"In Bed" with Michael Cannell

Posted by Goodreads on October 31, 2011
No seat belts, no roll bars, just a driver's brazen skill at 150 miles per hour. The fearless men on the Grand Prix Circuit in the 1960s mercilessly pushed themselves to higher and higher speeds, a pursuit that often turned fatal: The full-throttle rivalry between Ferrari teammates Phil Hill, an American mechanic-turned-rookie driver, and Count Wolfgang von Trips, a crash-happy German aristocrat, ended in one of the most violent races in history. Journalist Michael Cannell chronicles this glamorous but deadly era of racing in The Limit, a nonfiction work about Hill and von Trips's feud. Cannell, a former New York Times editor and contributor to publications such as Sports Illustrated and The New Yorker, shares his favorite adrenaline-laced books about daredevils.

Shadow Divers by Robert Kurson
"In 1991, a ragtag team of amateur wreck divers discovered a World War II U-boat lying at a depth of 230 feet off the coast of New Jersey. The men risked their lives in a seven-year campaign to identify the wreck and retrace the lives of its victims. It's the kind of book one reads in a single sitting."


Saint-Exupéry: A Biography by Stacy Schiff
"You might know him as the author of the classic children's book The Little Prince. Antoine de Saint-Exupéry was also among the earliest French aviators. This biography twines his literary life with his harrowing flights over the Sahara, the Pyrenees, and Patagonia."


Seven Years in Tibet by Heinrich Harrer
"In 1943, the Austrian mountaineer Heinrich Harrer escaped from a British internment camp in India and crossed the Himalayas, taking refuge in the isolated and otherworldly country of Tibet. This memoir recounts the 21-month trek in exhilarating detail, along with his long sojourn in Tibet where he tutored the Dalai Lama."


Into Thin Air by Jon Krakauer
"Here is outdoor adventure gone hideously wrong. In 1996, five climbers died when a rogue storm blew in during their final ascent on the summit of Mount Everest. Krakauer, who climbed with the group, gives a stomach-churning minute-by-minute account as careful plans unraveled and companions were left for dead."


The Wave: In Pursuit of the Rogues, Freaks, and Giants of the Ocean by Susan Casey
"Don't be fooled by the title. The heart of this book, written by the editor of O: The Oprah Magazine, lies not with the physics of monster waves but with the tribe of surfers who chase them in a 'global scavenger hunt.' It's oceanography and meteorology amped up with rocket rides across the faces of behemoth swells."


◆ **Required action**: Word for word, copy out the entries below, but not the pictures in them.

·····

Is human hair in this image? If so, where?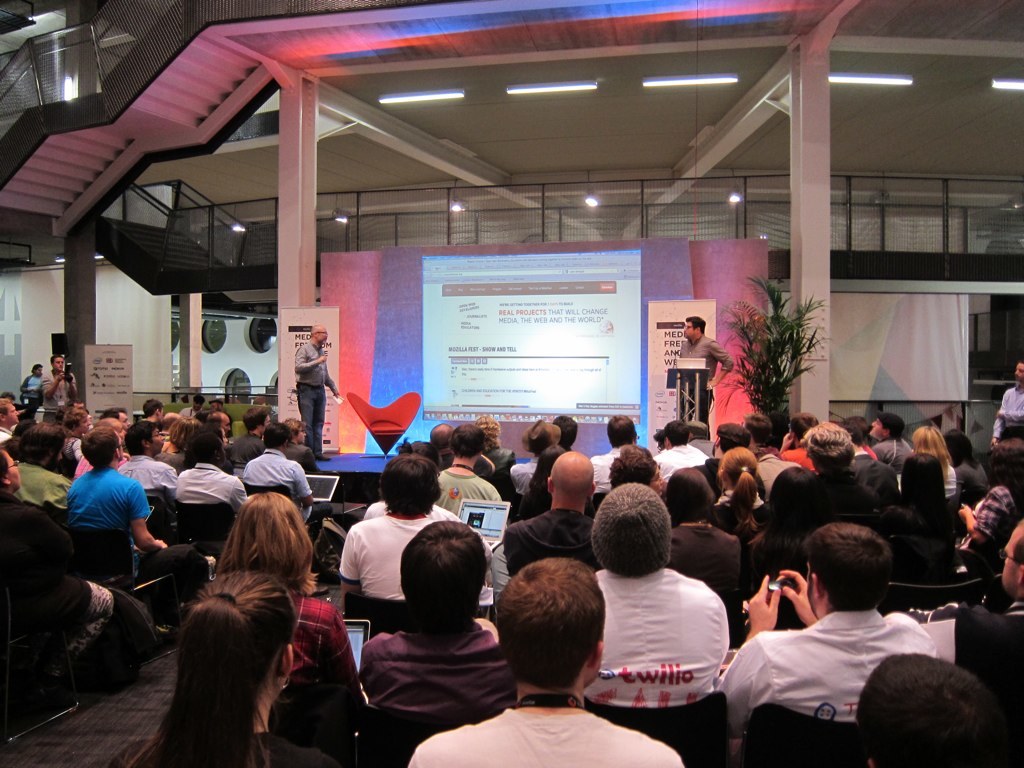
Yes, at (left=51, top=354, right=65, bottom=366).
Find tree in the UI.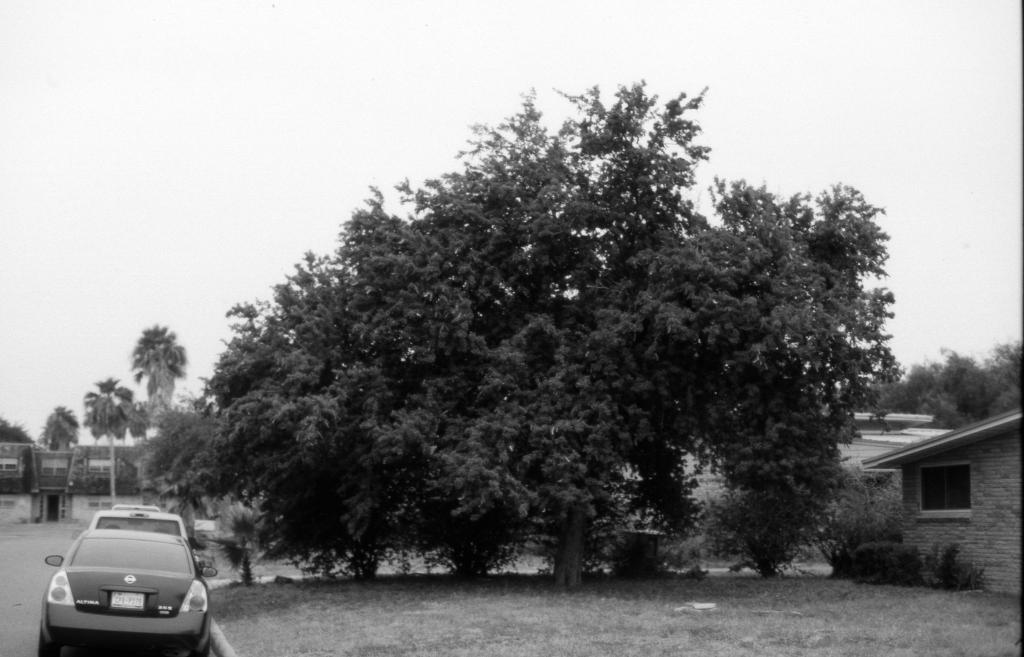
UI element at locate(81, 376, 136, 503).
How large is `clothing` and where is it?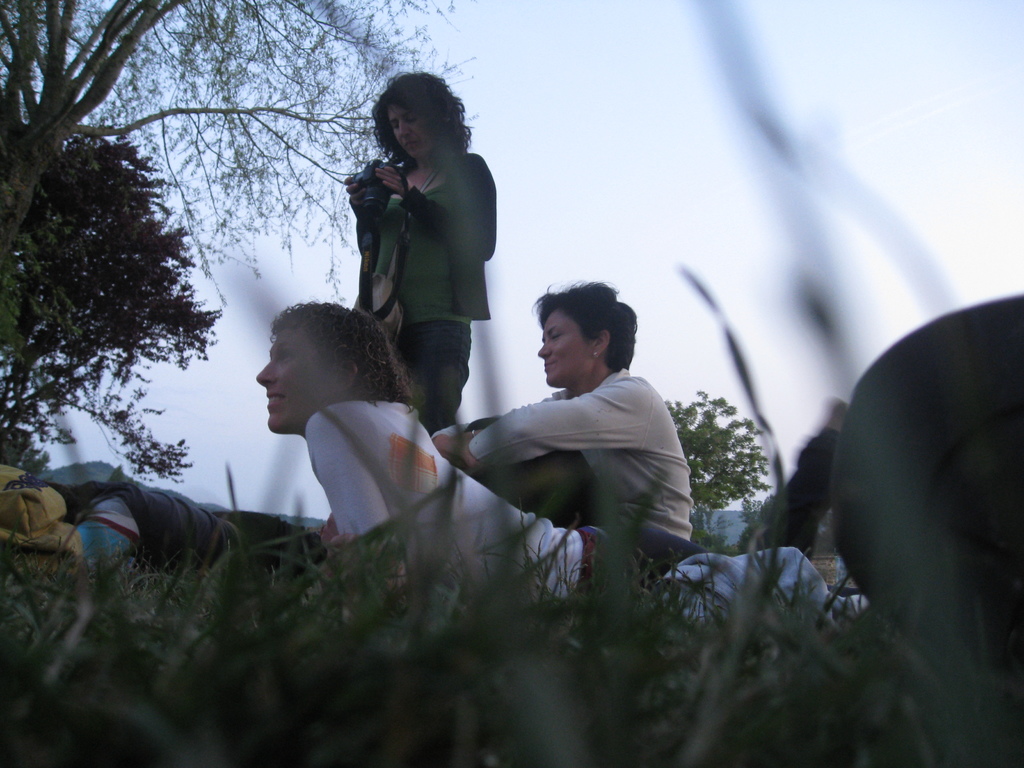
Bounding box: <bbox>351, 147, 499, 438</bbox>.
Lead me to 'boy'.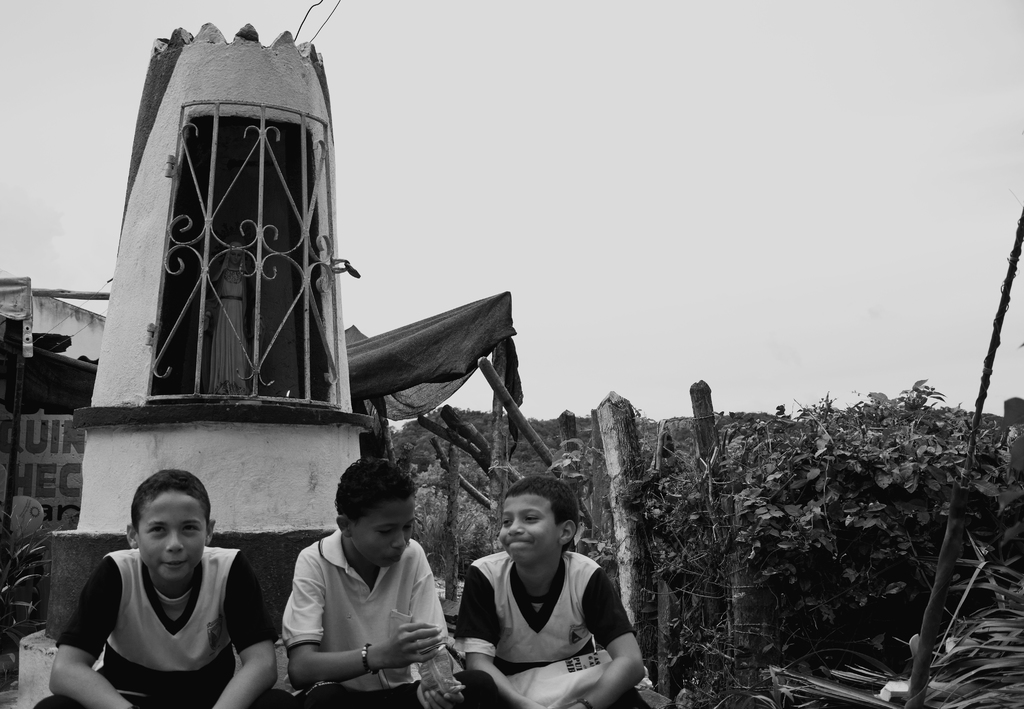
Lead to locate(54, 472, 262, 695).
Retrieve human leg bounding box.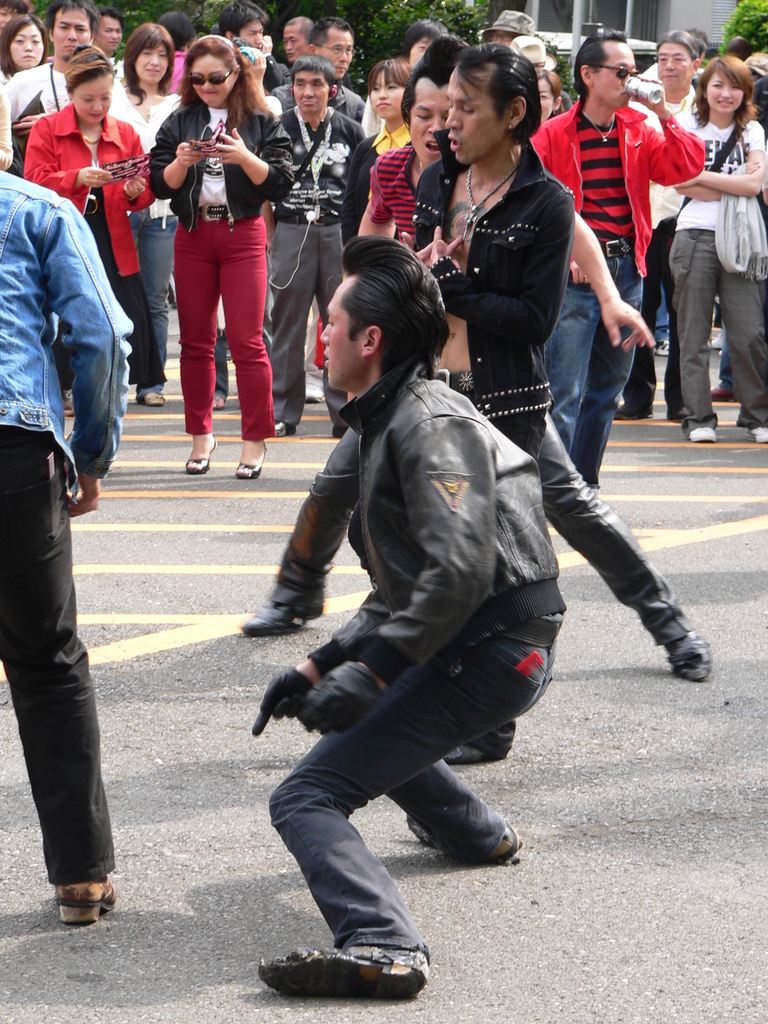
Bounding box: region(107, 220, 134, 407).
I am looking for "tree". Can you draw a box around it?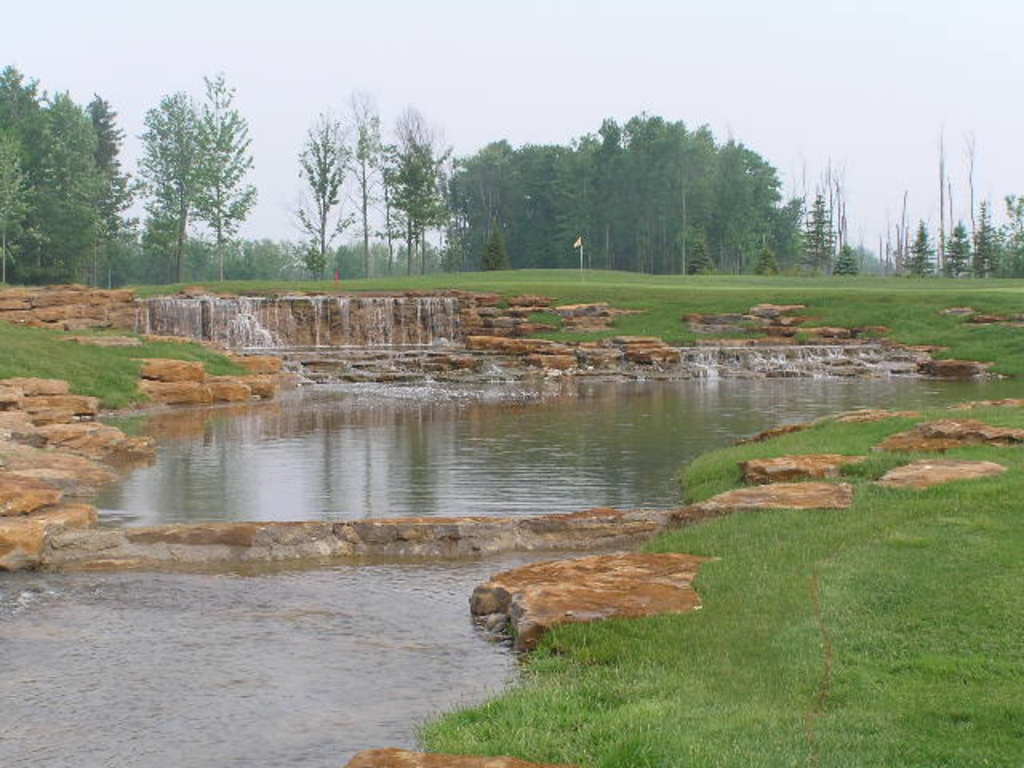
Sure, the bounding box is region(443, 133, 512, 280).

·····

◆ **Response**:
Is human hair in this image? If so, where?
Yes, at (left=51, top=354, right=65, bottom=366).
Find tree in the UI.
UI element at locate(81, 376, 136, 503).
How large is `clothing` and where is it?
Bounding box: <bbox>351, 147, 499, 438</bbox>.
Lead me to 'boy'.
Lead to locate(54, 472, 262, 695).
Retrieve human leg bounding box.
Bounding box: region(107, 220, 134, 407).
I am looking for "tree". Can you draw a box around it?
Sure, the bounding box is region(443, 133, 512, 280).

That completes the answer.